Popper Wins Journalism Award
Nathaniel Popper, the Forward’s senior writer, was honored with a Deadline Club award for his coverage of illegal labor practices in the kosher meat industry.
He won for reporting in the category “Newspapers Under 100,000 Circulation” at a May 19 awards dinner. The event was organized by the New York Chapter of the Society of Professional Journalists, also known as the Deadline Club, which annually honors the best in New York area journalism. The club honored work published in 2008 in more than two dozen categories.
The Forward’s work on the kosher industry was also a finalist in the public service category, an omnibus award for all New York publications. In that category, the reporting of Popper and the editorials by the Forward’s editorial director, J.J. Goldberg, were cited. The top prize in that category went to a team of writers at the Associated Press for an investigative series about pharmaceuticals in America’s water supply.
Popper began reporting on the poor working conditions at the nation’s largest kosher slaughterhouse, Agriprocessors, in 2006, two years before a May 2008 immigration raid on the plant made national headlines. The Forward’s coverage became an impetus for Jewish groups to set new standards for kosher-food production and, when the raid came, its reporting was cited in the government’s affidavit.
The Deadline Club award recognized excellence in reporting in three stories written in 2008 about the kosher meat industry: one about Agriprocessors’ Brooklyn warehouse, where various legal maneuvers were used to handle undocumented workers; another about labor complaints at one of Agriprocessors’ largest competitors, and a third detailing the growth of Agriprocessors from a small butcher shop in Brooklyn to an industry giant, whose collapse had a ripple effect throughout the Jewish community.
The awards reception was held at the Waldorf Astoria Hotel and featured a keynote address by Bill Keller, executive editor of The New York Times.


**Exercise directions**
The lines below that include the word "card" are to be reported.

**Data provided**
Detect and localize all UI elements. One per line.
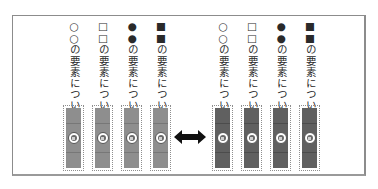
- circle-button-icon: [68, 132, 80, 144]
- right-card-3: [270, 105, 291, 171]
- left-card-3: [121, 105, 142, 171]
- left-card-4: [150, 105, 171, 171]
- circle-button-icon: [217, 132, 229, 144]
- left-card-1: [63, 105, 84, 171]
- right-card-1: [212, 105, 233, 171]
- circle-button-icon: [275, 132, 287, 144]
- double-headed-arrow-icon: [174, 130, 206, 144]
- circle-button-icon: [304, 132, 316, 144]
- circle-button-icon: [97, 132, 109, 144]
- circle-button-icon: [246, 132, 258, 144]
- circle-button-icon: [155, 132, 167, 144]
- right-card-2: [241, 105, 262, 171]
- left-card-2: [92, 105, 113, 171]
- right-card-4: [299, 105, 320, 171]
- circle-button-icon: [126, 132, 138, 144]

**Task solution**
- right-card-3: [270, 105, 291, 171]
- left-card-3: [121, 105, 142, 171]
- left-card-4: [150, 105, 171, 171]
- left-card-1: [63, 105, 84, 171]
- right-card-1: [212, 105, 233, 171]
- right-card-2: [241, 105, 262, 171]
- left-card-2: [92, 105, 113, 171]
- right-card-4: [299, 105, 320, 171]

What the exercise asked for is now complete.